Where does an oppressed girl find the confidence to sing at an open concert?

That was the only place I disagreed with Shoaib Mansoor’s vision. I wanted this girl to sing in her shalar kameez and dupatta. I didn’t want to give out the message that to sing, play the guitar or pursue your dreams you have to change who you are.

Your second acting experience was with Mehreen Jabbar?

I shot Mehreen Jabbar’s Niyat in New York this March. My second acting experience was very different from my first.

How?

I learnt how to act with Mehreen. Shoaib saab treated me like a baby; Bol didn’t depend on me. Niyat was different and I play the central role of an immature girl studying for my Masters at Columbia. It’s a complicated, urban love story and in a way too close to reality for comfort.

Does the immature girl reflect your own personality?

No, considering I dropped out of a full scholarship at UCI to get married! (laughs)

Has working with Mehreen spoilt you?

Once you’ve worked with MJ you have to unlearn everything she’s taught you. She pushed me to stay natural whereas other directors push you the other way. She grilled me. She had a tough time taming my eyebrows that she said had a life of their own. I’m only doing two series; the other with Sarmad khoosat, Irfan khoosat’s son, and thankfully both my directors are gifted in their own way so I’m lucky.

You’ve also done the Lux ad with Meera, Reema and Humaima. Are you the next style and glamour icon?

I’m constantly told that I’m unstarlike and that I don’t have the attitude that it takes to be a star. I’m constantly told I need to be more like Meera or Reema or Iman and I’ve thought about it. I spent a day giving this some serious thought.

And the answer to your question is no. Why can’t I, the next generation of film actors, change the way people think of film stars. That is my responsibility. The reason why we taken for Lux is because we were in a film. That’s it. Even a two-part role makes you a film star and overnight you’re a third world celebrity. It’s stupid. So I thought about it and take it upon myself to change the perception of what a film actress in Pakistan should act like, think like, speak like and dress like.

But I’ve decided every once in a while I’ll turn up in a gown with coiffed up hair and fake eye lashes.

How do you want your fans to perceive you?

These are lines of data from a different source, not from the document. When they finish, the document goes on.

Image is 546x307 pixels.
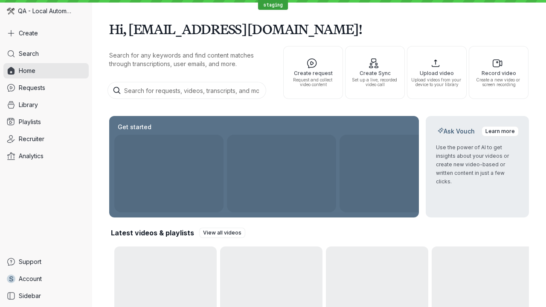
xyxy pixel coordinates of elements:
[472,78,524,87] span: Create a new video or screen recording
[19,49,39,58] span: Search
[287,70,339,76] span: Create request
[411,78,463,87] span: Upload videos from your device to your library
[3,288,89,304] a: Sidebar
[3,271,89,286] a: sAccount
[349,78,401,87] span: Set up a live, recorded video call
[3,63,89,78] a: Home
[19,29,38,38] span: Create
[3,3,89,19] div: QA - Local Automation
[468,46,528,99] button: Record videoCreate a new video or screen recording
[19,67,35,75] span: Home
[3,254,89,269] a: Support
[349,70,401,76] span: Create Sync
[407,46,466,99] button: Upload videoUpload videos from your device to your library
[3,46,89,61] a: Search
[472,70,524,76] span: Record video
[18,7,72,15] span: QA - Local Automation
[19,118,41,126] span: Playlists
[19,152,43,160] span: Analytics
[436,143,518,186] p: Use the power of AI to get insights about your videos or create new video-based or written conten...
[111,228,194,237] h2: Latest videos & playlists
[3,131,89,147] a: Recruiter
[481,126,518,136] a: Learn more
[107,82,266,99] input: Search for requests, videos, transcripts, and more...
[19,275,42,283] span: Account
[109,17,529,41] h1: Hi, [EMAIL_ADDRESS][DOMAIN_NAME]!
[345,46,405,99] button: Create SyncSet up a live, recorded video call
[485,127,515,136] span: Learn more
[3,80,89,95] a: Requests
[3,26,89,41] button: Create
[436,127,476,136] h2: Ask Vouch
[19,257,41,266] span: Support
[19,84,45,92] span: Requests
[199,228,245,238] a: View all videos
[7,7,14,15] img: QA - Local Automation avatar
[3,97,89,113] a: Library
[9,275,14,283] span: s
[3,148,89,164] a: Analytics
[3,114,89,130] a: Playlists
[19,101,38,109] span: Library
[109,51,268,68] p: Search for any keywords and find content matches through transcriptions, user emails, and more.
[203,228,241,237] span: View all videos
[411,70,463,76] span: Upload video
[116,123,153,131] h2: Get started
[283,46,343,99] button: Create requestRequest and collect video content
[287,78,339,87] span: Request and collect video content
[19,292,41,300] span: Sidebar
[19,135,44,143] span: Recruiter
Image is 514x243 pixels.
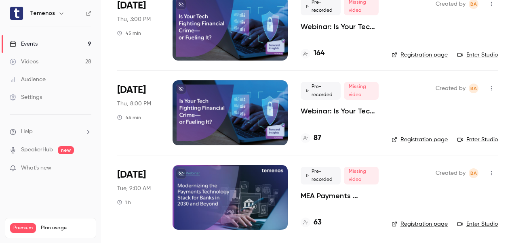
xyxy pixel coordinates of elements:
span: BA [471,84,477,93]
span: Thu, 3:00 PM [117,15,151,23]
span: Premium [10,224,36,233]
span: Balamurugan Arunachalam [469,84,479,93]
span: Missing video [344,167,379,185]
span: [DATE] [117,169,146,182]
a: Registration page [392,51,448,59]
span: What's new [21,164,51,173]
div: Sep 30 Tue, 11:00 AM (Asia/Dubai) [117,165,160,230]
h4: 164 [314,48,325,59]
a: MEA Payments Webinar: Modernizing the Payments Technology Stack for Banks in [DATE] and Beyond [301,191,379,201]
div: Events [10,40,38,48]
span: Thu, 8:00 PM [117,100,151,108]
span: Balamurugan Arunachalam [469,169,479,178]
a: Enter Studio [458,51,498,59]
a: 164 [301,48,325,59]
span: new [58,146,74,154]
span: Created by [436,84,466,93]
a: 87 [301,133,321,144]
a: 63 [301,218,322,228]
a: Webinar: Is Your Tech Fighting Financial Crime—or Fueling It? [301,106,379,116]
a: Registration page [392,136,448,144]
img: Temenos [10,7,23,20]
a: SpeakerHub [21,146,53,154]
div: 1 h [117,199,131,206]
div: Videos [10,58,38,66]
span: Created by [436,169,466,178]
span: Pre-recorded [301,82,341,100]
li: help-dropdown-opener [10,128,91,136]
a: Enter Studio [458,220,498,228]
h4: 63 [314,218,322,228]
a: Webinar: Is Your Tech Fighting Financial Crime—or Fueling It? [301,22,379,32]
span: Tue, 9:00 AM [117,185,151,193]
iframe: Noticeable Trigger [82,165,91,172]
div: Sep 25 Thu, 2:00 PM (America/New York) [117,80,160,145]
span: [DATE] [117,84,146,97]
span: Missing video [344,82,379,100]
div: Audience [10,76,46,84]
div: Settings [10,93,42,101]
div: 45 min [117,30,141,36]
span: Plan usage [41,225,91,232]
a: Enter Studio [458,136,498,144]
span: BA [471,169,477,178]
div: 45 min [117,114,141,121]
a: Registration page [392,220,448,228]
span: Help [21,128,33,136]
span: Pre-recorded [301,167,341,185]
h4: 87 [314,133,321,144]
h6: Temenos [30,9,55,17]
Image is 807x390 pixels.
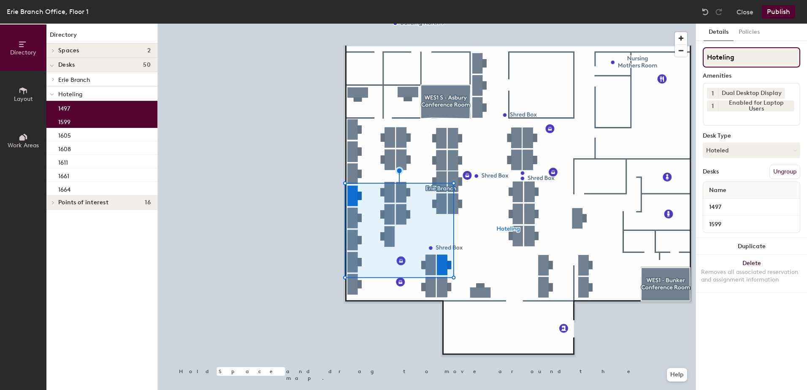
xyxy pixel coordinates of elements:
img: Undo [701,8,710,16]
input: Unnamed desk [705,218,798,230]
button: Publish [762,5,795,19]
span: Hoteling [58,91,82,98]
input: Unnamed desk [705,201,798,213]
button: DeleteRemoves all associated reservation and assignment information [696,255,807,292]
div: Desk Type [703,133,800,139]
div: Removes all associated reservation and assignment information [701,268,802,284]
p: 1599 [58,116,70,126]
div: Erie Branch Office, Floor 1 [7,6,89,17]
img: Redo [715,8,723,16]
button: Details [704,24,734,41]
span: Directory [10,49,36,56]
span: 1 [712,89,714,98]
span: Points of interest [58,199,108,206]
div: Enabled for Laptop Users [718,100,794,111]
span: Erie Branch [58,76,90,84]
p: 1611 [58,157,68,166]
button: Duplicate [696,238,807,255]
span: 2 [147,47,151,54]
p: 1661 [58,170,69,180]
button: 1 [707,100,718,111]
span: Work Areas [8,142,39,149]
p: 1664 [58,184,70,193]
span: Name [705,183,731,198]
p: 1605 [58,130,71,139]
button: 1 [707,88,718,99]
div: Dual Desktop Display [718,88,785,99]
span: 1 [712,102,714,111]
span: Layout [14,95,33,103]
p: 1608 [58,143,71,153]
h1: Directory [46,30,157,43]
button: Ungroup [769,165,800,179]
button: Help [667,368,687,382]
button: Policies [734,24,765,41]
button: Hoteled [703,143,800,158]
span: 50 [143,62,151,68]
span: 16 [145,199,151,206]
div: Desks [703,168,719,175]
span: Spaces [58,47,79,54]
span: Desks [58,62,75,68]
p: 1497 [58,103,70,112]
div: Amenities [703,73,800,79]
button: Close [737,5,753,19]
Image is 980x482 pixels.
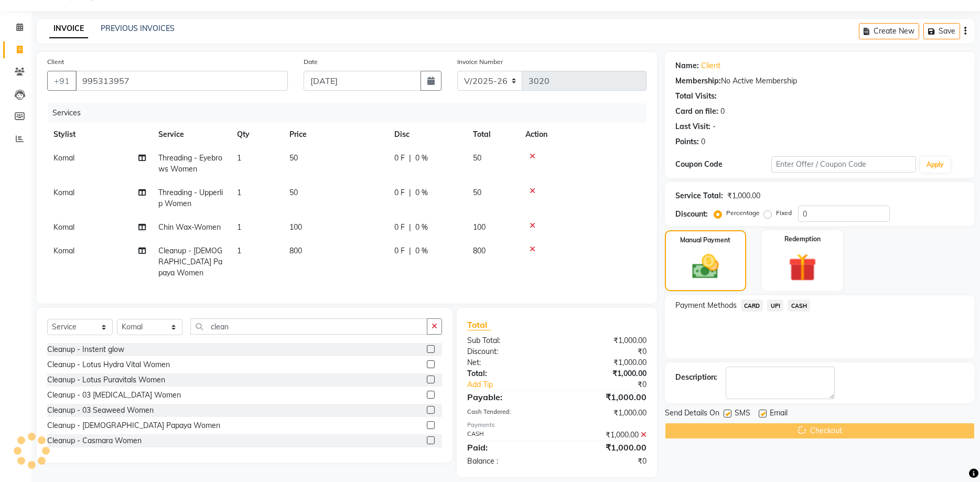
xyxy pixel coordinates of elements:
span: UPI [767,299,784,311]
th: Stylist [47,123,152,146]
button: Apply [920,156,950,172]
div: ₹1,000.00 [557,441,655,453]
div: Points: [675,137,699,147]
span: | [409,222,411,233]
div: No Active Membership [675,76,965,86]
div: Cleanup - Casmara Women [47,435,142,446]
button: Create New [859,23,920,40]
span: | [409,187,411,198]
div: Services [48,103,655,123]
th: Total [467,123,519,146]
label: Date [304,57,318,66]
div: 0 [701,137,705,147]
span: | [409,153,411,163]
span: 50 [473,188,482,197]
span: 50 [289,188,298,197]
span: Chin Wax-Women [159,222,221,232]
div: ₹1,000.00 [557,335,655,346]
span: 0 % [415,246,428,256]
div: Discount: [459,346,557,357]
th: Action [519,123,646,146]
div: CASH [459,429,557,440]
span: | [409,246,411,256]
div: ₹0 [557,455,655,467]
div: Discount: [675,208,708,220]
div: Cleanup - [DEMOGRAPHIC_DATA] Papaya Women [47,419,221,431]
div: Payable: [459,390,557,403]
span: Komal [53,222,75,232]
div: Total: [459,368,557,379]
th: Qty [230,123,283,146]
div: Balance : [459,455,557,467]
span: 100 [289,222,302,232]
span: Komal [53,246,75,255]
label: Percentage [727,208,760,217]
div: Cleanup - Instent glow [47,344,124,355]
span: 0 % [415,222,428,233]
span: Komal [53,188,75,197]
label: Redemption [785,234,820,244]
a: INVOICE [50,19,88,38]
span: Total [467,319,492,330]
div: Cleanup - Lotus Hydra Vital Women [47,359,170,370]
span: 0 F [395,222,405,233]
div: Cleanup - 03 [MEDICAL_DATA] Women [47,390,181,400]
div: Total Visits: [675,91,717,101]
th: Price [283,123,388,146]
span: 0 F [395,246,405,256]
div: ₹1,000.00 [557,429,655,440]
a: Add Tip [459,379,573,390]
a: Client [701,60,720,71]
span: 100 [473,222,485,232]
span: 0 % [415,187,428,198]
span: CARD [741,299,764,311]
span: 50 [473,153,482,162]
div: Last Visit: [675,121,711,132]
div: ₹1,000.00 [557,368,655,379]
a: PREVIOUS INVOICES [101,24,175,33]
img: _cash.svg [684,251,727,282]
input: Search or Scan [190,318,427,334]
span: 0 % [415,153,428,163]
span: 1 [237,153,241,162]
span: 0 F [395,153,405,163]
div: Name: [675,60,699,71]
span: 50 [289,153,298,162]
span: Cleanup - [DEMOGRAPHIC_DATA] Papaya Women [159,246,222,278]
div: Service Total: [675,190,724,201]
div: 0 [720,106,725,117]
span: Email [770,407,788,420]
span: Send Details On [665,407,720,420]
div: ₹0 [573,379,655,390]
div: Card on file: [675,106,718,117]
div: ₹0 [557,346,655,357]
div: Cleanup - Lotus Puravitals Women [47,374,165,385]
span: 0 F [395,187,405,198]
span: 1 [237,246,241,255]
div: ₹1,000.00 [557,390,655,403]
label: Manual Payment [680,236,730,245]
div: Cash Tendered: [459,407,557,418]
label: Fixed [776,208,792,217]
th: Disc [388,123,467,146]
div: Payments [467,420,646,429]
span: SMS [735,407,750,420]
button: +91 [47,71,76,91]
label: Client [47,57,64,66]
div: Membership: [675,76,721,86]
div: ₹1,000.00 [727,190,760,201]
span: Threading - Eyebrows Women [159,153,222,173]
span: CASH [788,299,811,311]
input: Search by Name/Mobile/Email/Code [76,71,288,91]
span: 800 [473,246,485,255]
div: Cleanup - 03 Seaweed Women [47,404,153,416]
span: Payment Methods [675,300,737,310]
div: ₹1,000.00 [557,357,655,368]
div: Paid: [459,441,557,453]
span: 1 [237,222,241,232]
div: Sub Total: [459,335,557,346]
span: Threading - Upperlip Women [159,188,223,208]
div: Coupon Code [675,159,772,170]
div: ₹1,000.00 [557,407,655,418]
input: Enter Offer / Coupon Code [772,156,916,172]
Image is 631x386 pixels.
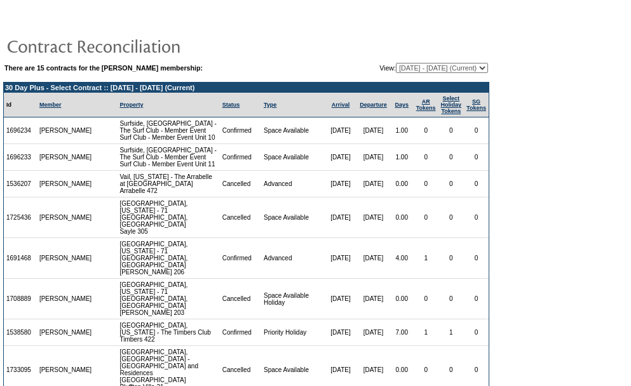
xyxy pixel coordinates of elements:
td: 30 Day Plus - Select Contract :: [DATE] - [DATE] (Current) [4,83,489,93]
td: [PERSON_NAME] [37,198,95,238]
td: 7.00 [390,320,414,346]
td: 0 [464,238,489,279]
td: [GEOGRAPHIC_DATA], [US_STATE] - 71 [GEOGRAPHIC_DATA], [GEOGRAPHIC_DATA] Sayle 305 [117,198,219,238]
td: 1536207 [4,171,37,198]
a: Select HolidayTokens [441,95,462,114]
td: Confirmed [220,118,261,144]
td: [PERSON_NAME] [37,171,95,198]
td: 0 [464,171,489,198]
td: [DATE] [356,144,390,171]
td: 0 [438,144,464,171]
td: 0 [414,118,438,144]
td: 1696233 [4,144,37,171]
td: Space Available [261,118,325,144]
td: [PERSON_NAME] [37,118,95,144]
td: 1 [414,238,438,279]
td: Cancelled [220,279,261,320]
td: 0 [438,118,464,144]
td: 1691468 [4,238,37,279]
td: [DATE] [325,238,356,279]
td: 0 [464,144,489,171]
td: Confirmed [220,144,261,171]
a: Days [395,102,409,108]
td: 0 [414,198,438,238]
td: [PERSON_NAME] [37,238,95,279]
td: Advanced [261,238,325,279]
td: [DATE] [325,320,356,346]
td: Space Available [261,144,325,171]
img: pgTtlContractReconciliation.gif [6,33,260,58]
td: [DATE] [356,238,390,279]
td: [DATE] [356,279,390,320]
td: 0.00 [390,198,414,238]
td: [GEOGRAPHIC_DATA], [US_STATE] - 71 [GEOGRAPHIC_DATA], [GEOGRAPHIC_DATA] [PERSON_NAME] 203 [117,279,219,320]
td: 1.00 [390,144,414,171]
td: 1 [414,320,438,346]
a: Arrival [332,102,350,108]
td: 0 [414,144,438,171]
td: Space Available Holiday [261,279,325,320]
td: Surfside, [GEOGRAPHIC_DATA] - The Surf Club - Member Event Surf Club - Member Event Unit 11 [117,144,219,171]
td: [DATE] [356,118,390,144]
td: 0 [438,171,464,198]
td: 0 [438,279,464,320]
td: [DATE] [356,171,390,198]
td: 1725436 [4,198,37,238]
a: Type [264,102,276,108]
td: Cancelled [220,198,261,238]
td: Surfside, [GEOGRAPHIC_DATA] - The Surf Club - Member Event Surf Club - Member Event Unit 10 [117,118,219,144]
a: SGTokens [466,98,486,111]
td: [PERSON_NAME] [37,144,95,171]
a: Member [39,102,62,108]
td: Advanced [261,171,325,198]
td: [DATE] [325,171,356,198]
td: [PERSON_NAME] [37,320,95,346]
td: 0 [464,320,489,346]
b: There are 15 contracts for the [PERSON_NAME] membership: [4,64,203,72]
td: 0 [414,171,438,198]
td: Cancelled [220,171,261,198]
td: [DATE] [325,198,356,238]
td: 0 [438,238,464,279]
td: 0.00 [390,279,414,320]
td: [DATE] [325,144,356,171]
td: 0 [464,198,489,238]
td: Priority Holiday [261,320,325,346]
td: 1 [438,320,464,346]
td: Vail, [US_STATE] - The Arrabelle at [GEOGRAPHIC_DATA] Arrabelle 472 [117,171,219,198]
td: Space Available [261,198,325,238]
a: ARTokens [416,98,436,111]
td: [GEOGRAPHIC_DATA], [US_STATE] - 71 [GEOGRAPHIC_DATA], [GEOGRAPHIC_DATA] [PERSON_NAME] 206 [117,238,219,279]
td: 0.00 [390,171,414,198]
a: Status [222,102,240,108]
a: Departure [360,102,387,108]
td: [DATE] [325,118,356,144]
td: 1708889 [4,279,37,320]
td: 0 [414,279,438,320]
td: 0 [464,118,489,144]
td: [DATE] [356,320,390,346]
td: Id [4,93,37,118]
td: View: [317,63,488,73]
td: 1.00 [390,118,414,144]
td: [DATE] [356,198,390,238]
td: 0 [438,198,464,238]
td: [PERSON_NAME] [37,279,95,320]
td: 0 [464,279,489,320]
td: [GEOGRAPHIC_DATA], [US_STATE] - The Timbers Club Timbers 422 [117,320,219,346]
td: 4.00 [390,238,414,279]
td: Confirmed [220,238,261,279]
td: [DATE] [325,279,356,320]
a: Property [119,102,143,108]
td: 1538580 [4,320,37,346]
td: Confirmed [220,320,261,346]
td: 1696234 [4,118,37,144]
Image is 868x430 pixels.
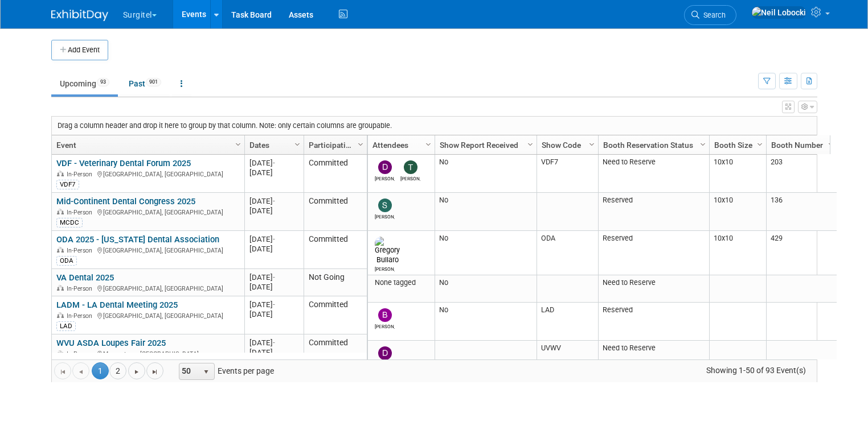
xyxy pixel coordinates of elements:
[52,116,816,135] div: Drag a column header and drop it here to group by that column. Note: only certain columns are gro...
[249,206,298,215] div: [DATE]
[273,273,275,282] span: -
[698,140,708,149] span: Column Settings
[249,235,298,244] div: [DATE]
[110,363,126,379] a: 2
[751,6,807,18] img: Neil Lobocki
[56,338,166,348] a: WVU ASDA Loupes Fair 2025
[231,136,245,152] a: Column Settings
[51,73,117,95] a: Upcoming93
[233,140,243,149] span: Column Settings
[709,193,766,231] td: 10x10
[150,368,160,377] span: Go to the last page
[603,136,701,155] a: Booth Reservation Status
[57,313,64,318] img: In-Person Event
[92,363,109,379] span: 1
[146,363,163,379] a: Go to the last page
[56,256,77,265] div: ODA
[303,193,366,231] td: Committed
[374,174,395,181] div: Daniel Green
[354,136,366,152] a: Column Settings
[273,300,275,309] span: -
[709,231,766,275] td: 10x10
[435,193,537,231] td: No
[696,136,709,152] a: Column Settings
[378,347,392,360] img: Dan Hardy
[714,136,758,155] a: Booth Size
[56,321,75,330] div: LAD
[57,208,64,215] img: In-Person Event
[598,193,709,231] td: Reserved
[303,296,366,335] td: Committed
[435,155,537,193] td: No
[753,136,766,152] a: Column Settings
[56,196,196,207] a: Mid-Continent Dental Congress 2025
[824,136,837,152] a: Column Settings
[51,10,108,21] img: ExhibitDay
[56,218,82,227] div: MCDC
[56,169,239,179] div: [GEOGRAPHIC_DATA], [GEOGRAPHIC_DATA]
[374,264,395,271] div: Gregory Bullaro
[72,363,89,379] a: Go to the previous page
[403,160,417,174] img: Tim Faircloth
[755,140,765,149] span: Column Settings
[56,207,239,216] div: [GEOGRAPHIC_DATA], [GEOGRAPHIC_DATA]
[67,313,96,320] span: In-Person
[303,155,366,193] td: Committed
[700,11,725,19] span: Search
[57,247,64,252] img: In-Person Event
[67,171,96,178] span: In-Person
[303,335,366,372] td: Committed
[435,231,537,275] td: No
[378,308,392,322] img: Brian Craig
[249,309,298,319] div: [DATE]
[57,285,64,291] img: In-Person Event
[57,350,64,356] img: In-Person Event
[435,275,537,303] td: No
[56,180,79,189] div: VDF7
[249,300,298,309] div: [DATE]
[132,368,141,377] span: Go to the next page
[374,236,400,264] img: Gregory Bullaro
[56,245,239,255] div: [GEOGRAPHIC_DATA], [GEOGRAPHIC_DATA]
[598,303,709,341] td: Reserved
[598,275,709,303] td: Need to Reserve
[76,368,85,377] span: Go to the previous page
[58,368,68,377] span: Go to the first page
[273,338,275,347] span: -
[598,231,709,275] td: Reserved
[525,140,535,149] span: Column Settings
[56,349,239,358] div: Morgantown, [GEOGRAPHIC_DATA]
[356,140,365,149] span: Column Settings
[586,136,598,152] a: Column Settings
[709,155,766,193] td: 10x10
[96,78,110,87] span: 93
[54,363,71,379] a: Go to the first page
[146,78,161,87] span: 901
[372,278,430,287] div: None tagged
[249,272,298,282] div: [DATE]
[766,231,837,275] td: 429
[249,338,298,348] div: [DATE]
[56,311,239,321] div: [GEOGRAPHIC_DATA], [GEOGRAPHIC_DATA]
[249,282,298,292] div: [DATE]
[249,136,296,155] a: Dates
[423,140,433,149] span: Column Settings
[293,140,302,149] span: Column Settings
[303,269,366,296] td: Not Going
[164,363,285,379] span: Events per page
[56,235,219,244] a: ODA 2025 - [US_STATE] Dental Association
[56,136,237,155] a: Event
[273,197,275,205] span: -
[57,171,64,176] img: In-Person Event
[766,155,837,193] td: 203
[273,159,275,167] span: -
[303,231,366,269] td: Committed
[401,174,420,181] div: Tim Faircloth
[120,73,170,95] a: Past901
[695,363,816,378] span: Showing 1-50 of 93 Event(s)
[373,136,427,155] a: Attendees
[374,212,395,220] div: Sandy Britt
[374,322,395,329] div: Brian Craig
[56,272,114,283] a: VA Dental 2025
[67,285,96,293] span: In-Person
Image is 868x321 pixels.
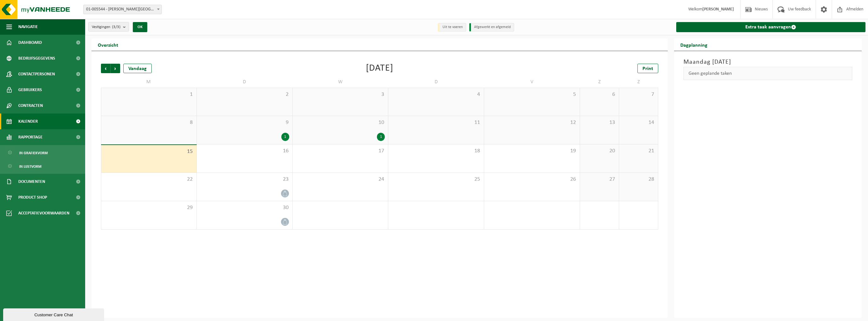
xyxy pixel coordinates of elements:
[281,133,289,141] div: 1
[18,205,70,220] span: Acceptatievoorwaarden
[487,176,577,183] span: 26
[18,174,45,189] span: Documenten
[18,129,42,144] span: Rapportage
[200,176,289,183] span: 23
[674,38,713,50] h2: Dagplanning
[293,76,388,88] td: W
[296,119,385,126] span: 10
[200,204,289,211] span: 30
[296,91,385,98] span: 3
[583,119,615,126] span: 13
[83,5,161,14] span: 01-005544 - JOFRAVAN - ELVERDINGE
[296,147,385,155] span: 17
[2,160,83,172] a: In lijstvorm
[580,76,619,88] td: Z
[88,22,129,31] button: Vestigingen(3/3)
[391,147,481,155] span: 18
[18,35,42,50] span: Dashboard
[19,160,41,172] span: In lijstvorm
[92,38,125,50] h2: Overzicht
[487,147,577,155] span: 19
[18,66,55,82] span: Contactpersonen
[18,50,55,66] span: Bedrijfsgegevens
[3,306,105,321] iframe: chat widget
[583,176,615,183] span: 27
[388,76,484,88] td: D
[623,176,655,183] span: 28
[104,204,193,211] span: 29
[487,119,577,126] span: 12
[18,98,43,113] span: Contracten
[18,19,38,35] span: Navigatie
[702,7,734,12] strong: [PERSON_NAME]
[111,64,120,73] span: Volgende
[104,119,193,126] span: 8
[83,5,162,14] span: 01-005544 - JOFRAVAN - ELVERDINGE
[623,147,655,155] span: 21
[133,22,147,32] button: OK
[18,113,38,129] span: Kalender
[18,189,47,205] span: Product Shop
[683,58,852,67] h3: Maandag [DATE]
[619,76,658,88] td: Z
[643,66,653,71] span: Print
[583,147,615,155] span: 20
[104,91,193,98] span: 1
[391,176,481,183] span: 25
[19,147,48,159] span: In grafiekvorm
[438,23,466,31] li: Uit te voeren
[637,64,658,73] a: Print
[200,119,289,126] span: 9
[101,64,111,73] span: Vorige
[18,82,42,98] span: Gebruikers
[101,76,197,88] td: M
[197,76,293,88] td: D
[200,91,289,98] span: 2
[124,64,152,73] div: Vandaag
[366,64,394,73] div: [DATE]
[487,91,577,98] span: 5
[104,148,193,155] span: 15
[623,119,655,126] span: 14
[391,119,481,126] span: 11
[377,133,385,141] div: 1
[112,25,121,29] count: (3/3)
[2,146,83,158] a: In grafiekvorm
[676,22,865,32] a: Extra taak aanvragen
[623,91,655,98] span: 7
[296,176,385,183] span: 24
[583,91,615,98] span: 6
[200,147,289,155] span: 16
[92,22,121,32] span: Vestigingen
[484,76,580,88] td: V
[683,67,852,80] div: Geen geplande taken
[391,91,481,98] span: 4
[470,23,514,31] li: Afgewerkt en afgemeld
[104,176,193,183] span: 22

I’d rather people were curious about what I have to say rather than what I am wearing. We’re not living in the fifties anymore. We have to come to terms with the fact that stars nowadays will be different. They will not have that enigma about them because there’s no way the media will let them be.

I would like to be true to myself. I’d like to be a role model for the youth so that they can connect with me.

What is the strongest message for you in Bol?

That would have to be stereotypes. My favourite character in the film is the brother and I wish he hadn’t died and that they shown a solution to that problem. But for me the film is about stereotypes.

The biggest message in Bol isn’t women’s rights – it’s far from a feminist film – it’s about killing stereotypes and stopping oppression on a daily basis. It’s a gutsy film.

Was it difficult to act in a gutsy film?

It was difficult to act. Atif and I had it the hardest because we had never read lines before. Even the kids in Bol were theatre actors and experienced. We had to work much harder.

Did the hard work effect your personal life?

Oh yeah, absolutely. I did the film then I took up the serials but after completing them I’ve decided that I won’t take any more serials till October. I want to put Azlan into schedule. I can’t do what someone who is single would be doing.

Is it worth it?

It’s worth it as long as I know my child isn’t suffering which I don’t think he is. There are days when I go back and I know he needed me and I wasn’t there. When you work for more than eight hours a day you return and get the ‘silent treatment’. They look at you different.

Is it just the child or the husband too?

Of course it’s the husband as well. They can be much more difficult than children.

A man is a man is a man. But because he’s the creative type he has his own dreams and he understands mine. And we’ve been together since I was 14 and he was 16. He understands me.